Stanford University’s Rock Center for Corporate Governance, in connection with leadership advisory firm Heidrick & Struggles International, Inc., reports a weighty statistic based on findings from their 2010 Survey on CEO Succession Planning. Over half of today’s companies are unable to immediately designate a successor to their CEO. Why? Lack of succession planning.

Chuck Toeniskoetter, however, can’t relate. “I’m a nut on succession planning. It’s a must,” says Toeniskoetter, Chairman and CEO of Toeniskoetter Construction and Chairman of Toeniskoetter Development. He speaks not only from experience as a business owner, but as a stroke survivor.

While vacationing in Bear Valley in December 2000, Toeniskoetter suffered an ischemic stroke at age 55. After downhill skiing in the morning, he was looking forward to an afternoon of Nordic skiing when suddenly he lost use of the right side of his body. “The brain just disconnects. I had no control,” he says. “When there’s no pain, you don’t know what’s going on.”

Luckily for him, the search and rescue team nurse on duty that day did know. An ambulance and helicopter were immediately dispatched. In 2000, emergency medical services protocol dictated that non-trauma patients be transported to the closest hospital for treatment. Toeniskoetter’s nurse on scene demanded otherwise, insisting that he be flown to Sutter Roseville Medical Center which was recognized for stroke care. She identified the signs of stroke and knew that his window for full recovery was closing.

The pilot finally agreed to flight redirection, an uncommon practice at the time, and Toeniskoetter was admitted to Sutter Roseville with just enough time to receive tPA, an intravenous, clot-dissolving drug that must be administered within three hours of stroke symptoms onset. Toeniskoetter was released less than two days later, returned to work within three weeks and was 99 percent recovered within 18 months.

As the owner of high-profile companies, Toeniskoetter wondered how his employees would manage the news of his stroke. “Everyone reacted very positively. Everything kept functioning [because] we had a succession plan. It worked,” Toeniskoetter says. He also speaks to the importance of giving top management and employees room to do their jobs. “We’re always afraid to give away the things we’re good at. People do rise to the occasion,” he says. “That was a valuable lesson.”

Just as stroke was a life-changing event for Toeniskoetter, his experience helped shape new policies and procedures for treating stroke patients. In 2003, Toeniskoetter co-founded the Stroke Awareness Foundation (SAF) with Silicon Valley business leaders Pat Dando and Chuck Hoffman. SAF was formed with the purpose of helping local hospitals to become certified stroke centers, to establish redirection protocols for ambulances to transport stroke patients to certified stroke centers, and to educate people to recognize the signs of stroke.

“The goal is for stroke victims to have the same opportunities that I did,” Toeniskoetter says.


» WORK ORDER
Your answer should consist of each line from the data below that contains "this".

» INPUT MATERIAL

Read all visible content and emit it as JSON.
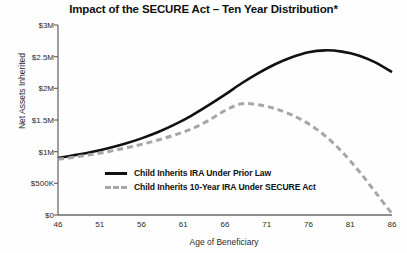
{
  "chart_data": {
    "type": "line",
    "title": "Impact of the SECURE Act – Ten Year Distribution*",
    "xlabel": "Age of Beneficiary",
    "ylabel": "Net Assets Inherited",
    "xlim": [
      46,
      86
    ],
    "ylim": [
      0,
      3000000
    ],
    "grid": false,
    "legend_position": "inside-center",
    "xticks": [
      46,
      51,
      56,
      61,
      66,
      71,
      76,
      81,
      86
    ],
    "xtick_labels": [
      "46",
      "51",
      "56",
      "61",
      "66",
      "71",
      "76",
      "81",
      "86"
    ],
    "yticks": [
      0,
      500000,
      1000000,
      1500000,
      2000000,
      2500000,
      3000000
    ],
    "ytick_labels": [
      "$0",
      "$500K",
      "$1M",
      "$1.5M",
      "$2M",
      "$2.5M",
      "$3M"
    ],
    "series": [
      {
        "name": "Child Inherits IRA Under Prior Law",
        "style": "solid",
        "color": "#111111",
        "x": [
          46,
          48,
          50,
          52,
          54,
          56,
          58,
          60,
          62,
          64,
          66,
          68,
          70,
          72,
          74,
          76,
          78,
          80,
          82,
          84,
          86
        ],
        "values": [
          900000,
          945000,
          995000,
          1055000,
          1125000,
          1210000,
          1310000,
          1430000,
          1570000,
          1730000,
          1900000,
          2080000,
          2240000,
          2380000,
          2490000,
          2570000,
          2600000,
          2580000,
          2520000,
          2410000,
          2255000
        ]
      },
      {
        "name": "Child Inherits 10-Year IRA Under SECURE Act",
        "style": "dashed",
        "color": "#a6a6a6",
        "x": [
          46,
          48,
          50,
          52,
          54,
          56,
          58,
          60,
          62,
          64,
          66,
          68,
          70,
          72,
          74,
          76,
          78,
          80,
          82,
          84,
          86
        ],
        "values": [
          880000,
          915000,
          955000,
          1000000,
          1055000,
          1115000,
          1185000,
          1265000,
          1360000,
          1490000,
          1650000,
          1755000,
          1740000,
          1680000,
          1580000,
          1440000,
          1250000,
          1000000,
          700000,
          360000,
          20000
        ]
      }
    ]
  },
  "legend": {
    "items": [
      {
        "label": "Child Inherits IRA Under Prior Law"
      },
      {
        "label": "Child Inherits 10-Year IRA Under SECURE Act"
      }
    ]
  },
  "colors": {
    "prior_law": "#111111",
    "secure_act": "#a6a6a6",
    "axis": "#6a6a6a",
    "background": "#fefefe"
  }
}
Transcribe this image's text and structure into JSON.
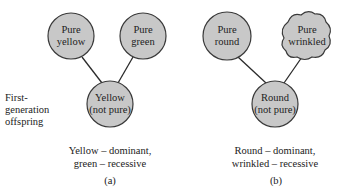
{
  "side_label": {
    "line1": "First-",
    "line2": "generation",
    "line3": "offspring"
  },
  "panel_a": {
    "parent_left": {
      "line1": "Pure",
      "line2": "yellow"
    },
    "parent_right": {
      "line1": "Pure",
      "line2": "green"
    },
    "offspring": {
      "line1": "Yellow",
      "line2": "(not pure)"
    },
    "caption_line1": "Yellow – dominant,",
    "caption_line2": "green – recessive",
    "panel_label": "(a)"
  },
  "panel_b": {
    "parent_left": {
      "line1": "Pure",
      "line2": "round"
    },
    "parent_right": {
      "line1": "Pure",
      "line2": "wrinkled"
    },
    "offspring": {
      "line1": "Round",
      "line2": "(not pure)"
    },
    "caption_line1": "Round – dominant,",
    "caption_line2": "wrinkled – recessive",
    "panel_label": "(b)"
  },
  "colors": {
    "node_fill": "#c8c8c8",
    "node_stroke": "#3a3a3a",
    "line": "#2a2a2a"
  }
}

==

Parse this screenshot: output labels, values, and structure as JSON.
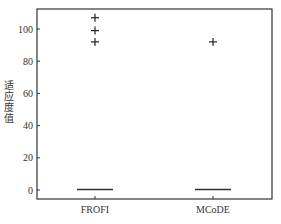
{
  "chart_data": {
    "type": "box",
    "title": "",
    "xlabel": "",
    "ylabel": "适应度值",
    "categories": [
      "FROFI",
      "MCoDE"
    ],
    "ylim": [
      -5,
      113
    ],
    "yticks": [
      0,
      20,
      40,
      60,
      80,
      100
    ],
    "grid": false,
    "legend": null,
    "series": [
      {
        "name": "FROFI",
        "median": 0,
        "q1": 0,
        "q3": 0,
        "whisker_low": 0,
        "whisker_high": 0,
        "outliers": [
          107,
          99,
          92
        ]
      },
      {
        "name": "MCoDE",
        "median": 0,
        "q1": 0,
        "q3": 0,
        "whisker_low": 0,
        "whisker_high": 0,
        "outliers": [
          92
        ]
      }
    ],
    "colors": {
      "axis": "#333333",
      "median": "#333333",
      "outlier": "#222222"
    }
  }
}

» RESPONSE BOX
Transcribe this image's text and structure into JSON.
Parse this screenshot: output labels, values, and structure as JSON.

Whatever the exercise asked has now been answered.